With simultaneous
interpretation and multilateral talks that simultaneously span continents and
language groups, technology's "linguistic marketplace" might appear
to have silenced the demands and dangers of Babel.
YouTube offers a subtitling service, and Google translates Web pages at the
click of a mouse. Yet translation is far more than interpretation. Where
interpretation makes its point and fades, the freed remainder, the trapped
Other, and the domesticated foreign remain in translated texts.8 "We might
say," Eric Cheyfitz posits, "that at the heart of Links Of London
Bracelets every imperial fiction (the heart of darkness) there is a fiction
of a translation". Translation has often served as a means of asserting
national identity, especially, Cheyfitz notes, in the Elizabethan age an age in
which the conquest of foreign domains, inclusive of their literatures, saw
translation as a means of processing and emblematizing that conquest. Whether
imperialistic, idealistic, or simply naive, an approach that teaches this
fiction as fact wrongs students who aren't taught to read translations as such.
This "repression of translation," Venuti argues, "makes ideas
and forms appear to be free-floating, unmoored from history, transcending the
linguistic and cultural differences that required not merely their translation
in the first place, but also their interpretation in the classroom".
We have come a
long way since then, from conquering to all too often ignoring. Rather than
usurping a nation's literature wholesale, we often leave it in its native
tongue, linguistically stranded. One of Hamar Evan-Zohar's laws of literary
interference holds that "a source language is selected by prestige,"
and another that it is "selected by dominance" and that selection
practice, like so many in the field of translation, and in education, is
self-perpetuating . More prestige is to be found in Greek than in the
linguistic nether lands of Frisian, and there is Links Of LondonCharms
more economic sense in translating from English than from a language still
struggling to develop a literature. Translation tends to follow a diffusive
pattern, flowing from areas of high concentration to those of lower
concentration, with the net result that English-language literature spreads
throughout the world, but relatively little permeates the publishing bubble
from the other direction.
Over the course
of the semester, we also wondered to what extent literary translations into
English conform to stylistic trends in contemporary domestic literature.
Another of Evan-Zohar's laws of literary interference, echoing Benjamin and
Pound, asserts that" [interference occurs when a system is in need of
items unavailable within itself; nevertheless, so many translations seem geared
to support the mores of the target culture. Gunn maintains that various world
literature texts widely taught and highly acclaimed, from "Mikhail
Bakhtin's Rabelais and his World to Octavio Paz's The Labyrinth of Solitude
would never have acquired the authority they still possess if they did not
reflect interests widely shared in Anglo-American literary studies". The
works, of course, are still foreign, with elements that may expand
English-language literature and the English language yet they are not chosen
for these characteristics, but rather for their convergence.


**What is being asked**
Report all lines from the entries below in which "type" appears.

**Records for this exercise**
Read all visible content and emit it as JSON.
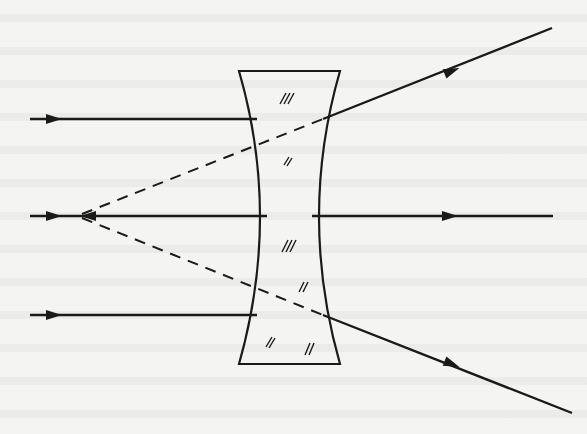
{
  "diagram": {
    "background_color": "#f4f4f2",
    "ink_color": "#1a1a1a",
    "lens": {
      "type": "biconcave",
      "top_y": 71,
      "bottom_y": 364,
      "outer_left_x": 239,
      "outer_right_x": 340,
      "inner_left_x": 267,
      "inner_right_x": 312,
      "center_y": 216,
      "hatch_marks": 6
    },
    "virtual_focus": {
      "x": 78,
      "y": 216,
      "label": ""
    },
    "incident_rays": [
      {
        "y": 119,
        "start_x": 30,
        "end_x": 257,
        "arrow_x": 52
      },
      {
        "y": 216,
        "start_x": 30,
        "end_x": 267,
        "arrow_x": 52
      },
      {
        "y": 315,
        "start_x": 30,
        "end_x": 257,
        "arrow_x": 52
      }
    ],
    "refracted_rays": [
      {
        "from": [
          323,
          119
        ],
        "to": [
          552,
          28
        ],
        "arrow_at": [
          450,
          70
        ]
      },
      {
        "from": [
          312,
          216
        ],
        "to": [
          553,
          216
        ],
        "arrow_at": [
          450,
          216
        ]
      },
      {
        "from": [
          323,
          315
        ],
        "to": [
          572,
          413
        ],
        "arrow_at": [
          450,
          364
        ]
      }
    ],
    "virtual_extensions": [
      {
        "from": [
          78,
          216
        ],
        "to": [
          323,
          119
        ],
        "style": "dashed"
      },
      {
        "from": [
          78,
          216
        ],
        "to": [
          323,
          315
        ],
        "style": "dashed"
      }
    ]
  }
}
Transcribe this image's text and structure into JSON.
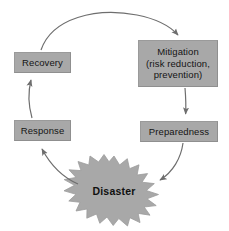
{
  "diagram": {
    "type": "cycle-diagram",
    "colors": {
      "box_fill": "#a8a8a8",
      "box_border": "#9a9a9a",
      "star_fill": "#a8a8a8",
      "star_border": "#9a9a9a",
      "arrow": "#6e6e6e",
      "text": "#141414",
      "background": "#ffffff"
    },
    "nodes": [
      {
        "id": "recovery",
        "label": "Recovery",
        "shape": "rectangle"
      },
      {
        "id": "mitigation",
        "label": "Mitigation\n(risk reduction,\nprevention)",
        "shape": "rectangle"
      },
      {
        "id": "preparedness",
        "label": "Preparedness",
        "shape": "rectangle"
      },
      {
        "id": "response",
        "label": "Response",
        "shape": "rectangle"
      },
      {
        "id": "disaster",
        "label": "Disaster",
        "shape": "starburst"
      }
    ],
    "edges": [
      {
        "id": "recovery-to-mitigation",
        "from": "Recovery",
        "to": "Mitigation",
        "style": "curved-arrow"
      },
      {
        "id": "mitigation-to-preparedness",
        "from": "Mitigation",
        "to": "Preparedness",
        "style": "straight-arrow"
      },
      {
        "id": "preparedness-to-disaster",
        "from": "Preparedness",
        "to": "Disaster",
        "style": "curved-arrow"
      },
      {
        "id": "disaster-to-response",
        "from": "Disaster",
        "to": "Response",
        "style": "curved-arrow"
      },
      {
        "id": "response-to-recovery",
        "from": "Response",
        "to": "Recovery",
        "style": "curved-arrow"
      }
    ]
  }
}
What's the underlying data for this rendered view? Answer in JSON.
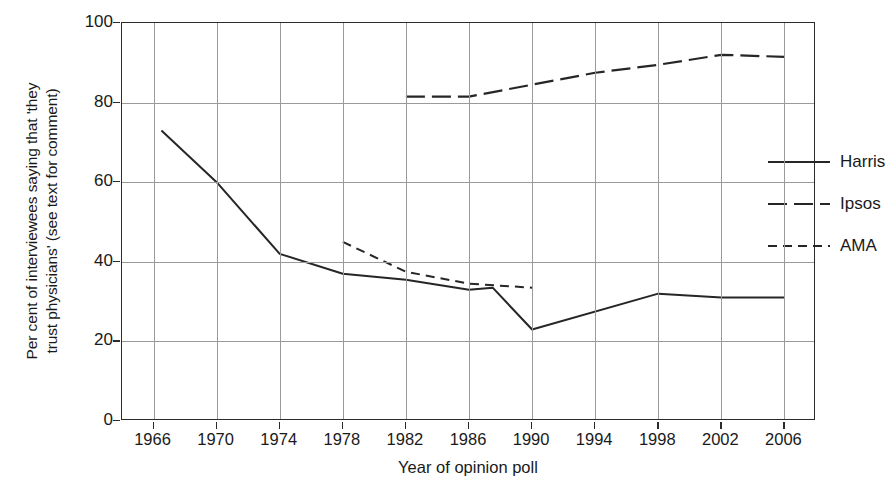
{
  "chart_data": {
    "type": "line",
    "title": "",
    "xlabel": "Year of opinion poll",
    "ylabel_line1": "Per cent of interviewees saying that 'they",
    "ylabel_line2": "trust physicians' (see text for comment)",
    "xlim": [
      1964,
      2008
    ],
    "ylim": [
      0,
      100
    ],
    "grid": true,
    "legend_position": "upper right",
    "xticks": [
      1966,
      1970,
      1974,
      1978,
      1982,
      1986,
      1990,
      1994,
      1998,
      2002,
      2006
    ],
    "xtick_labels": [
      "1966",
      "1970",
      "1974",
      "1978",
      "1982",
      "1986",
      "1990",
      "1994",
      "1998",
      "2002",
      "2006"
    ],
    "yticks": [
      0,
      20,
      40,
      60,
      80,
      100
    ],
    "ytick_labels": [
      "0",
      "20",
      "40",
      "60",
      "80",
      "100"
    ],
    "series": [
      {
        "name": "Harris",
        "style": "solid",
        "color": "#262626",
        "x": [
          1966.5,
          1970,
          1974,
          1978,
          1982,
          1986,
          1987.5,
          1990,
          1998,
          2002,
          2006
        ],
        "values": [
          73,
          60,
          42,
          37,
          35.5,
          33,
          33.5,
          23,
          32,
          31,
          31
        ]
      },
      {
        "name": "Ipsos",
        "style": "long-dash",
        "color": "#262626",
        "x": [
          1982,
          1986,
          1990,
          1994,
          1998,
          2002,
          2006
        ],
        "values": [
          81.5,
          81.5,
          84.5,
          87.5,
          89.5,
          92,
          91.5
        ]
      },
      {
        "name": "AMA",
        "style": "short-dash",
        "color": "#262626",
        "x": [
          1978,
          1982,
          1986,
          1990
        ],
        "values": [
          45,
          37.5,
          34.5,
          33.5
        ]
      }
    ]
  },
  "legend": {
    "items": [
      {
        "label": "Harris",
        "style": "solid"
      },
      {
        "label": "Ipsos",
        "style": "long-dash"
      },
      {
        "label": "AMA",
        "style": "short-dash"
      }
    ]
  },
  "colors": {
    "line": "#262626",
    "grid": "#9a9a9a",
    "frame": "#2b2b2b",
    "background": "#ffffff"
  }
}
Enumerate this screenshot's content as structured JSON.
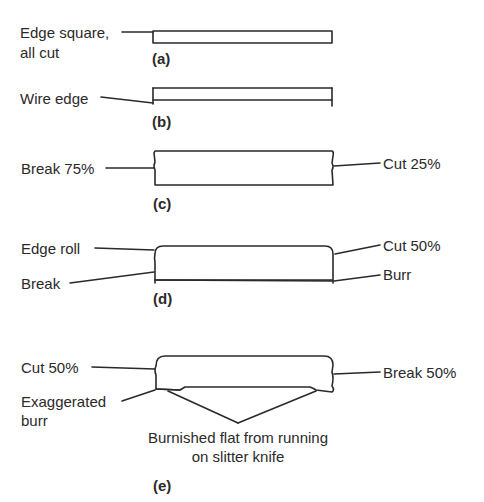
{
  "colors": {
    "ink": "#2a2a2a",
    "background": "#ffffff"
  },
  "figures": {
    "a": {
      "tag": "(a)",
      "left_label_line1": "Edge square,",
      "left_label_line2": "all cut"
    },
    "b": {
      "tag": "(b)",
      "left_label": "Wire edge"
    },
    "c": {
      "tag": "(c)",
      "left_label": "Break 75%",
      "right_label": "Cut 25%"
    },
    "d": {
      "tag": "(d)",
      "left_top_label": "Edge roll",
      "left_bottom_label": "Break",
      "right_top_label": "Cut 50%",
      "right_bottom_label": "Burr"
    },
    "e": {
      "tag": "(e)",
      "left_top_label": "Cut 50%",
      "left_bottom_label_line1": "Exaggerated",
      "left_bottom_label_line2": "burr",
      "right_label": "Break 50%",
      "bottom_label_line1": "Burnished flat from running",
      "bottom_label_line2": "on slitter knife"
    }
  }
}
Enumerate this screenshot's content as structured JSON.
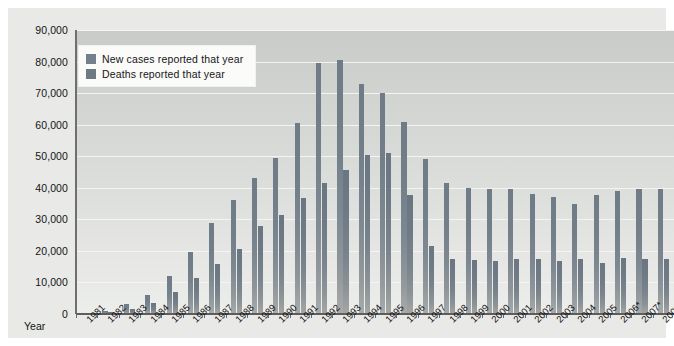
{
  "axis": {
    "y_caption": "Year",
    "y_ticks": [
      "0",
      "10,000",
      "20,000",
      "30,000",
      "40,000",
      "50,000",
      "60,000",
      "70,000",
      "80,000",
      "90,000"
    ]
  },
  "legend": {
    "items": [
      {
        "label": "New cases reported that year",
        "color": "#74808b",
        "key": "new"
      },
      {
        "label": "Deaths reported that year",
        "color": "#6d7983",
        "key": "deaths"
      }
    ]
  },
  "colors": {
    "panel_bg": "#e9e9e7",
    "plot_bg": "#d6d8d6",
    "gridline": "#f4f5f3",
    "new_cases_bar": "#74808b",
    "deaths_bar": "#6d7983",
    "axis_line": "#6a6a6a",
    "text": "#141414"
  },
  "chart_data": {
    "type": "bar",
    "title": "",
    "subtitle": "",
    "xlabel": "Year",
    "ylabel": "",
    "ylim": [
      0,
      90000
    ],
    "ytick_step": 10000,
    "grid": true,
    "legend_position": "top-left",
    "categories": [
      "1981",
      "1982",
      "1983",
      "1984",
      "1985",
      "1986",
      "1987",
      "1988",
      "1989",
      "1990",
      "1991",
      "1992",
      "1993",
      "1994",
      "1995",
      "1996",
      "1997",
      "1998",
      "1999",
      "2000",
      "2001",
      "2002",
      "2003",
      "2004",
      "2005",
      "2006*",
      "2007*",
      "2008*"
    ],
    "series": [
      {
        "name": "New cases reported that year",
        "color": "#74808b",
        "values": [
          300,
          1100,
          3100,
          6000,
          12000,
          19500,
          29000,
          36000,
          43000,
          49500,
          60500,
          79500,
          80500,
          73000,
          70000,
          61000,
          49000,
          41500,
          40000,
          39500,
          39500,
          38000,
          37000,
          35000,
          37800,
          39000,
          39500,
          39500
        ]
      },
      {
        "name": "Deaths reported that year",
        "color": "#6d7983",
        "values": [
          120,
          500,
          1500,
          3500,
          7000,
          11500,
          16000,
          20500,
          27800,
          31500,
          36800,
          41500,
          45500,
          50500,
          51000,
          37800,
          21500,
          17500,
          17200,
          16800,
          17500,
          17500,
          16800,
          17500,
          16300,
          17700,
          17500,
          17500
        ]
      }
    ]
  }
}
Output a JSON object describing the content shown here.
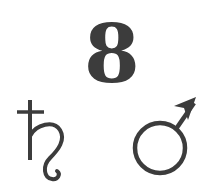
{
  "symbols": {
    "top": {
      "label": "8",
      "meaning": "digit-eight"
    },
    "bottom_left": {
      "glyph": "♄",
      "meaning": "saturn-symbol"
    },
    "bottom_right": {
      "glyph": "♂",
      "meaning": "mars-symbol"
    }
  },
  "colors": {
    "ink": "#3c3c3c",
    "background": "#ffffff"
  }
}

**Written solution**
      "type": "biconcave",
    "type": "cycle-diagram",
    "type": "line",
    "type": "bar",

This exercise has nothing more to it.